The Securities and Exchange Commission maintains a public archive of enforcement actions, litigation releases, and administrative proceedings on sec.gov. These pages rank well in Google, they stay up indefinitely, and the SEC will not remove them because someone finds the content inconvenient. If you are dealing with an SEC press release or litigation release showing up in your name search results, the path forward is suppression, not removal.
The good news is that suppression works, and for many people dealing with SEC history, the press release is only telling part of the story. The strategy is to make sure the rest of the story is available, authoritative, and ranking.
How SEC Enforcement Releases Are Written
The SEC publishes several types of content about enforcement actions. Litigation releases announce civil injunctive actions and updates on pending cases. Administrative proceedings document disciplinary actions against registered entities and individuals. Press releases from the enforcement division cover major cases and settlements. All of these are published on sec.gov and indexed by Google.
The framing in SEC enforcement content is inherently one-sided. It describes the agency's allegations and the terms of resolution. A settlement is described in terms of the alleged violations and the penalties paid, not in terms of why the respondent agreed to settle without litigation. The standard "no admission or denial of wrongdoing" language is present, but it is not the emphasis. For executives, founders, and finance professionals whose names appear in these documents, the search result looks worse than the underlying facts.
Who Deals With SEC Press Release Problems
The people we work with in this situation are across a broad range. Some are executives whose companies were involved in SEC matters and who are now building new roles. Some are founders who went through an enforcement process during a period of rapid company growth and are now raising a new fund or joining a board. Some are financial professionals whose licenses were impacted and who have since rebuilt their practices.
For each of these situations, the professional stakes are high. Investors do due diligence. Board committees search names. Partners and co-founders search names. A top Google result that leads with "SEC charges" or "enforcement action" creates a conversation that should not have to happen at the outset of every new professional relationship. Our work for executives and founders in this situation is specifically built around their professional context. See our resources for executives and founders for more on the approach.
The Suppression Strategy
Suppressing an SEC press release follows the same principles as suppressing any high-authority government page. You need to build enough strong, optimized content about yourself that Google has more useful options to show on page one. Sec.gov has enormous domain authority. You will not outrank it with a single blog post. But you can displace it by building a network of credible, well-optimized content that collectively claims more first-page real estate than the enforcement release.
For executives and finance professionals, the content assets that carry the most weight are the ones that speak to professional credibility. A well-built personal website that documents your career, your expertise, and your contributions ranks well for your name and signals to Google that it is the authoritative source on you. A complete LinkedIn profile is essential. Press coverage in financial and business publications creates additional strong results. Wikipedia, if you qualify, is one of the most powerful suppression tools available because it is highly authoritative and tends to rank at or near the top for individual name searches. Our Wikipedia services can help you evaluate whether you qualify and navigate the process.
Thought leadership content also matters in this space. Articles in trade publications, speaking engagements that generate coverage, podcast interviews, and authored content on industry topics all build your presence in the professional context that is most relevant to you. Over time, Google will recognize you as an active, credible professional figure, and that context will compete directly with the SEC content.
Addressing the Full Context
Many SEC cases end differently than the original press release suggests. Charges are narrowed. Cases settle with no admission of wrongdoing. Respondents cooperate fully and receive credit for that cooperation. Individuals who were tangentially involved in company-level enforcement sometimes get swept into coverage despite limited personal culpability. None of this typically makes it into the original press release.
Part of what we do is help people build the content that provides this context. Not spin. Not misdirection. Honest, accurate content that gives the full picture. If your SEC matter is genuinely part of a longer career that includes significant achievements, leadership, and contributions, that story should be visible and well-documented online. People searching your name should be able to find both the regulatory history and the fuller professional story. We help make sure the fuller story is the one they find first.
For a broader view of the strategy and how it applies across different federal agencies, see our guide to suppressing government press releases from Google. If you are also dealing with news articles about your SEC matter, see our news article suppression guide.
If an SEC press release is creating problems for your career or business relationships, book a consultation and we will assess your situation, explain what is realistic, and put together a plan. You can also get started directly if you are ready to move forward.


## Action item:
Copy out every line of the records in which "title" can be found.

## Material for the task:
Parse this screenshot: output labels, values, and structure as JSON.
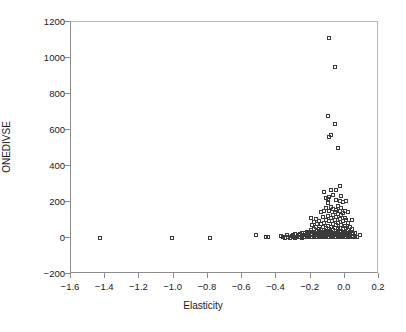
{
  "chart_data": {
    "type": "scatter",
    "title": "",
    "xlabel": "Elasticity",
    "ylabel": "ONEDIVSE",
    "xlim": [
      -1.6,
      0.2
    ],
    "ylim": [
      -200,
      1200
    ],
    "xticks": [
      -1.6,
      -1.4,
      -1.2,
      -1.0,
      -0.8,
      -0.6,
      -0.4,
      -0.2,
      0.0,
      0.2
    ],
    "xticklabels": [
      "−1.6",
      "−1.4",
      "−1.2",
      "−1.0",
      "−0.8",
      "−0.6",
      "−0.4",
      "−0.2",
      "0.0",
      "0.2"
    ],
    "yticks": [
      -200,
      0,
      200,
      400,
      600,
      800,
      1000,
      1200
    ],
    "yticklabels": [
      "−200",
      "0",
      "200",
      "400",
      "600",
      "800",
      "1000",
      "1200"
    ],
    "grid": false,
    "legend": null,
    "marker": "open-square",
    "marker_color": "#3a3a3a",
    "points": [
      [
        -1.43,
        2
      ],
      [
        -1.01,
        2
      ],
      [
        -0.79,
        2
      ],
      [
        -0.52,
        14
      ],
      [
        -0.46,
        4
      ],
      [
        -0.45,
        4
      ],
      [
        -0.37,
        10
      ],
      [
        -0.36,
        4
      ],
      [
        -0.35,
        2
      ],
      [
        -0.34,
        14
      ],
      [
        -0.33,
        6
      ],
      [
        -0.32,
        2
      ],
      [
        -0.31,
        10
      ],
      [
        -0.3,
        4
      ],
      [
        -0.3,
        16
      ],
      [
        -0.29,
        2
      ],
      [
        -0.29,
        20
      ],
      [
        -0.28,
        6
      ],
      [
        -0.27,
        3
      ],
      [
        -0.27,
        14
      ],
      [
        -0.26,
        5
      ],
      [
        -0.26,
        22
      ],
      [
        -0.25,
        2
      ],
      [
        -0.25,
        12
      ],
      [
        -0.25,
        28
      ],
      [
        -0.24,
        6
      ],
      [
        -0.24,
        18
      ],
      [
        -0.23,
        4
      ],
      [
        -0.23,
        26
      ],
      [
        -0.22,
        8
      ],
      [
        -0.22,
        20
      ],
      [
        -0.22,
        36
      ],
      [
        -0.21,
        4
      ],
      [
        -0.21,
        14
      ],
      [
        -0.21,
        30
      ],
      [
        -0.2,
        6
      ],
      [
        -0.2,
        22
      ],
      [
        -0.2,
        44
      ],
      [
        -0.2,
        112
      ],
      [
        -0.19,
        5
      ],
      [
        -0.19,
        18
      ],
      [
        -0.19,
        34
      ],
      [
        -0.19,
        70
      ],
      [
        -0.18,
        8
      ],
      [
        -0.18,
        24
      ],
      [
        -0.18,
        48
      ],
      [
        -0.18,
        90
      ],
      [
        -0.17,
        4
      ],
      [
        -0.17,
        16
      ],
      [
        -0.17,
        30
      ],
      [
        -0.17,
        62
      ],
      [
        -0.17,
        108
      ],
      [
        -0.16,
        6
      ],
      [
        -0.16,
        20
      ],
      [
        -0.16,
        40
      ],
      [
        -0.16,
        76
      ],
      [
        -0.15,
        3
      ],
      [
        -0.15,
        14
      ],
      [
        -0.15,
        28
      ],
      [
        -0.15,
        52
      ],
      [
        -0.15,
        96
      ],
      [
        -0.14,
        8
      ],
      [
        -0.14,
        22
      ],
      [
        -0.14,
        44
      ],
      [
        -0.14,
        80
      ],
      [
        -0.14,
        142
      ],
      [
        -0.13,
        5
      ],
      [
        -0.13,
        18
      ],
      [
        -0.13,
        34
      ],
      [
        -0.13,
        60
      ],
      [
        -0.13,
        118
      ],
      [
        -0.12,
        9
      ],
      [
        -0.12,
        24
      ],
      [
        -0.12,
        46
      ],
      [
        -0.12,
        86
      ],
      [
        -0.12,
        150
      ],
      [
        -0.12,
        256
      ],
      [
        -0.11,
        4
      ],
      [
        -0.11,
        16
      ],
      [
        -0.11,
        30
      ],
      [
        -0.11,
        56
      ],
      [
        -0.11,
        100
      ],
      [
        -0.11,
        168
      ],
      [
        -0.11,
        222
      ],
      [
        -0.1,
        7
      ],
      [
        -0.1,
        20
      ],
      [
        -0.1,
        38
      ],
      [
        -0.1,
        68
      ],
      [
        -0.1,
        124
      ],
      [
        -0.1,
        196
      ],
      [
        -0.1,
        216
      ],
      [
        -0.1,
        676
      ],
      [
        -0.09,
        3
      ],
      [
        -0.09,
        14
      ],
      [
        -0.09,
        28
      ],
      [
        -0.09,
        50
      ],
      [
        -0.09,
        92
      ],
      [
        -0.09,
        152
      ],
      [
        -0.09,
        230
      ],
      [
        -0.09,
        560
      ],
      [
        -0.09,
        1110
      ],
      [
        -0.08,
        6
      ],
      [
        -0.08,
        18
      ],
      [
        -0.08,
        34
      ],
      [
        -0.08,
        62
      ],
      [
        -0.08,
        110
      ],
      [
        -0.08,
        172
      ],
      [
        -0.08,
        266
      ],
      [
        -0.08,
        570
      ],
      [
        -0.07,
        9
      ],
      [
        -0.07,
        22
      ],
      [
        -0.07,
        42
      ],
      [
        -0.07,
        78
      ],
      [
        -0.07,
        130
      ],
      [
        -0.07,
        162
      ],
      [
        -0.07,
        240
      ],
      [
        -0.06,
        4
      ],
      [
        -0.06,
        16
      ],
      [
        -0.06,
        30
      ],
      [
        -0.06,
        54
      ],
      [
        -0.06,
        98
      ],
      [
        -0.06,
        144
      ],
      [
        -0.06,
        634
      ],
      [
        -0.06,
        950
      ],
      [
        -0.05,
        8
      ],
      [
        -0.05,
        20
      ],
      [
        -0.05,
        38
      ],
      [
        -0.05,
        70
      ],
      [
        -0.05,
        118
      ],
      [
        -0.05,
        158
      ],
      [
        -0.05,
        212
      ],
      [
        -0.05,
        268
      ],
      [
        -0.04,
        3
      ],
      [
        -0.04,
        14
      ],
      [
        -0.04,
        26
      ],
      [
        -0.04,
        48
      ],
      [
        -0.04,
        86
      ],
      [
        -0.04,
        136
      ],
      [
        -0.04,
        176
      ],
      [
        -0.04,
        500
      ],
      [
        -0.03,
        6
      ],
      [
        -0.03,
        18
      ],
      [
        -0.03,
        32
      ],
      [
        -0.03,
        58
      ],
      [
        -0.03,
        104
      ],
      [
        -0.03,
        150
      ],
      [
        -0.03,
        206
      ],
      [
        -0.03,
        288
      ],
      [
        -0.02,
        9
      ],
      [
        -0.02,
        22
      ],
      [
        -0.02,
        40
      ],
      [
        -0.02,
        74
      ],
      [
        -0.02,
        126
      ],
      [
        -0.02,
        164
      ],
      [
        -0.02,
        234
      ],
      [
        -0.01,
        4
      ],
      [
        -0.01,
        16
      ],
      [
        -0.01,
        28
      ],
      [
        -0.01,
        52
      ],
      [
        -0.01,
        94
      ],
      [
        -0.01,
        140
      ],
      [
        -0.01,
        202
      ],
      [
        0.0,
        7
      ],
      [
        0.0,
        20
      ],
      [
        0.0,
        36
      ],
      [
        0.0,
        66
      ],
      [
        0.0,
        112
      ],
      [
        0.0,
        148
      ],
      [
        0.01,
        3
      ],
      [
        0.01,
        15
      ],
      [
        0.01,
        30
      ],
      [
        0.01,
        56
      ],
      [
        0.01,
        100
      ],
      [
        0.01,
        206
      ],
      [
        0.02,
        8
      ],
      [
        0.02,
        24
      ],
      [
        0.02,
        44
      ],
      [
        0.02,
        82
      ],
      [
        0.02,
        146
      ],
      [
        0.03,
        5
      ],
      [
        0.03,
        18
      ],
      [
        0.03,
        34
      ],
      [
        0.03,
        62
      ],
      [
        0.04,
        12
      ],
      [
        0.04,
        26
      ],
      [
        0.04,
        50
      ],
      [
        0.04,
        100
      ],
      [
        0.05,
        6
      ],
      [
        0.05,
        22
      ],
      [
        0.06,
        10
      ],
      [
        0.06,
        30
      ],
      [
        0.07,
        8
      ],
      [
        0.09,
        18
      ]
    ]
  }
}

---

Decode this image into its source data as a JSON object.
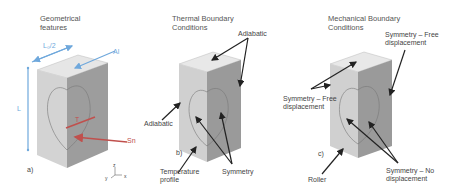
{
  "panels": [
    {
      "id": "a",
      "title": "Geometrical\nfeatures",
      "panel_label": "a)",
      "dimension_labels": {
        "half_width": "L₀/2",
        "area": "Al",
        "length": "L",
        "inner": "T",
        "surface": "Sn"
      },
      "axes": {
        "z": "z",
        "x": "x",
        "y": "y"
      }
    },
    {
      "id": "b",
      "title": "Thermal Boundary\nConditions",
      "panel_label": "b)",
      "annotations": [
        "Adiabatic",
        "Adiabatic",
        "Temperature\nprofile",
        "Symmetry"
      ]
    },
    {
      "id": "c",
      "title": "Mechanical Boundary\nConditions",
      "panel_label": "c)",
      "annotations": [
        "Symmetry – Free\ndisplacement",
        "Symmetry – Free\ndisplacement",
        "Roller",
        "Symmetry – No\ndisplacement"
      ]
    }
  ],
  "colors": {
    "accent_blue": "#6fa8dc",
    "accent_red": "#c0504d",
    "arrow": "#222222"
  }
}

## Exercise output:
    "title": "",
      "title": "Geometrical\nfeatures",
      "title": "Thermal Boundary\nConditions",
      "title": "Mechanical Boundary\nConditions",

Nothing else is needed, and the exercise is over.